Democratization is troubled by teleology. No one denies that the democratization of post-authoritarian regimes is a messy affair characterized by reversals, but most begin with the assumption that it is a process with an ultimate end, and concern themselves with how to complete the transition. In a field dominated by such deductivism, Vedi Hadiz writes from the ground up, drawing upon cases that involve struggles over institutional reform, decentralization, and local politics in North Sumatra and East Java. Few observers exhibit so intimate a knowledge of these. Through a close study of the social bases of winners and losers of fundamental institutional changes since the end of Suharto's authoritarian regime, Hadiz critiques the triumphalism of scholarly and technocratic proponents of democratization and decentralization in post-authoritarian regimes. He observes, “Old oligarchic and predatory interests were not overcome by [reform] but [reinvented] themselves as democrats [presiding] over [new] institutions,” and he rejects any neo-liberal apology. Such an outcome should be seen not as “growing pains” or “characteristic of any transitional stage to an idealized democratic form,” but rather in terms of “the logic of an (illiberal) type of democracy” (pp. 42–43).
Hadiz thus reviews and advances an emerging critique of “transitology.” Detailed case studies demonstrate the obvious fact that reality rarely conforms to this model.
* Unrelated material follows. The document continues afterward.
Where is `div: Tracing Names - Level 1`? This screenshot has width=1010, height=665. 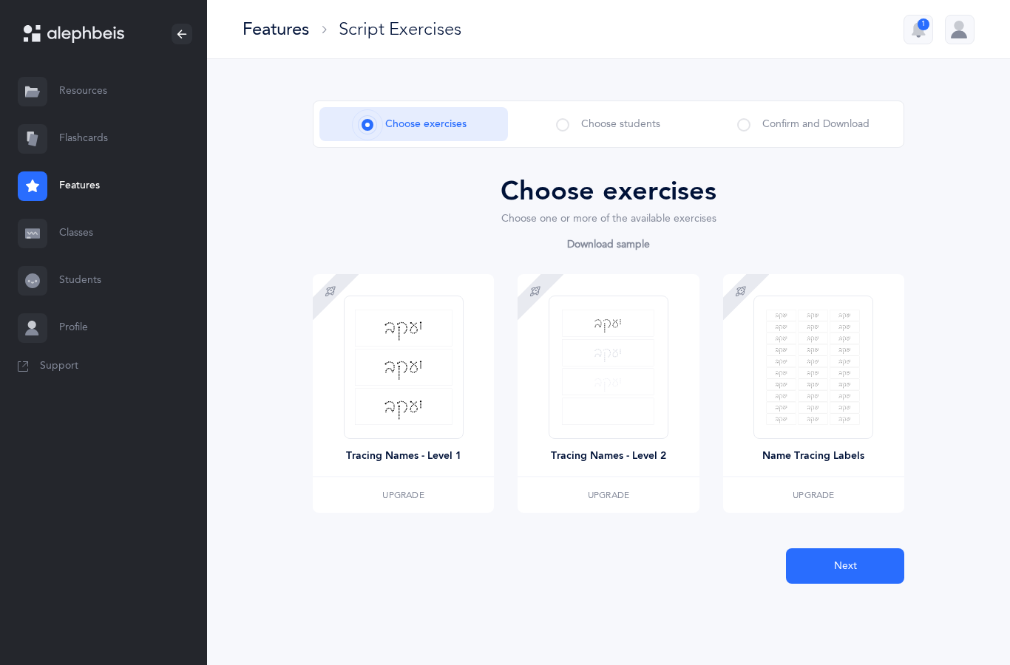 div: Tracing Names - Level 1 is located at coordinates (404, 456).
Hadiz also calls attention to ways in which neo-liberal theorists, technocratic practitioners in international agencies and the national bureaucracy, and progressive reformers in civil society organizations have all uncritically accepted that institutional reform and decentralization necessarily produce a more participatory and tolerant form of democracy, empower the grassroots, and result in responsive policymaking in the public interest. In doing so they may have unwittingly conspired to provide a “lifeline” to the old elite with “little regard for upholding ‘good governance’ principles,” and thereby allowed them to “hijack” the democratization and decentralization agenda by appropriating its language (27).
Though Hadiz devotes ample space to this consensus and its unexpected consequences, he might have gone further by elaborating on what he calls the “disingenuousness” of the transition paradigm (42). If the instrumentality of the rhetoric of local politicians is to be understood in the context of concrete power struggles, should not the interests of scholars of democratization and the technocrats and activists who take their cues be similarly examined? Given the unsustainability of autocratic clientalism and the need to maintain relative stability in the global political economy, perhaps providing the lofty language of democracy and decentralization to discredited and would-be autocrats was part of the neo-liberal agenda in the first instance.
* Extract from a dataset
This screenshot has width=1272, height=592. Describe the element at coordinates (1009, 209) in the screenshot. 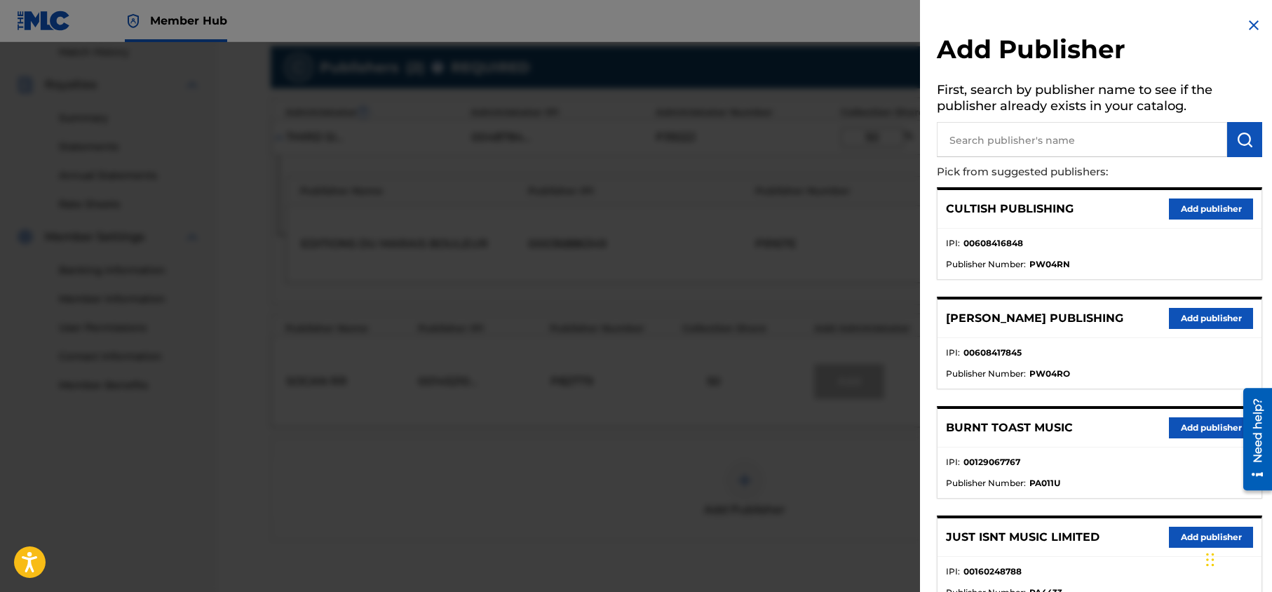

I see `p: CULTISH PUBLISHING` at that location.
Considering the degree to which his argument and his case evidence all underscore post-authoritarian continuities despite apparently significant institutional change, it is curious that Hadiz retains notions such as “capture” or “usurpation” of political institutions by “predatory elites.” This conception draws from Joe Migdal's (Reference Migdal1988) understanding of the success of strongmen in terms of strong societies overcoming weak states. But as Sidel (Reference Sidel, Harriss, Stokke and Törnquist2004) has argued, and as Hadiz's own evidence clearly shows, Indonesian strongmen have more often been the beneficiaries of office or state allegiances, and have tended to rely on them as their ultimate source of power. Thus, (regular old) elites do not capture, let alone prey upon the state or its (new) institutions; rather, they compete and struggle to maintain their footholds on shifting terrain and use their prior experience to expertly adapt to new conditions.
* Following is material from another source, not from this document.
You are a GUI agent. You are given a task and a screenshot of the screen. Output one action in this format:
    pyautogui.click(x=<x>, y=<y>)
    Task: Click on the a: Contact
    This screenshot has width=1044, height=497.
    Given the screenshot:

The book supports the broader critique of transitology by providing such convincing case studies. The lively and often bizarre specificity of Hadiz's material highlights how messy post-authoritarian politics are and how far they are from constituting a process towards anything other than the provisional consolidation of a new language of politics. Hadiz draws upon his own obviously extensive interviews in addition to published sources, and discusses a wide variety of struggles over proposed electoral and administrative laws. He focuses particularly on laws related to changing jurisdictions of decentralization, and situates startlingly shifting allegiances within the context of what is actually at stake. Hadiz compares across his two local cases the fates of a range of old and rising elites, including former politicians, bureaucrats, thugs, “official” student activists, and entrepreneurs. Had these figures been allowed to speak more in their own voices, expressing this new language, however awkwardly, their struggles with change and amongst themselves would have been even more palpable.
Among Hadiz's many interesting findings are that the old regime's thugs in East Java have fared less well in their “forays into local politics” than have their counterparts in North Sumatra (116). Another is that anti-corruption charges brought against former national-level politicians who have opted, by way of selective atavism (75), to try their luck at local-level politics, have had more to do with re-centralization than transparency (176). The book leaves us to wonder why, given the considerable risk of corruption charges, enormous sums are spent securing party nominations or offices. Though Hadiz details these expenditures, he tells us little about either the payoffs or the calculations of risk.
The book will interest both Southeast Asianists and comparativists. Without the benefit of a glossary, non-specialists may find the array of party and organization acronyms bewildering, but their continued salience in “democratic” Indonesia further evidences continuities in the bureaucratic, authoritarian political culture within which they have proliferated.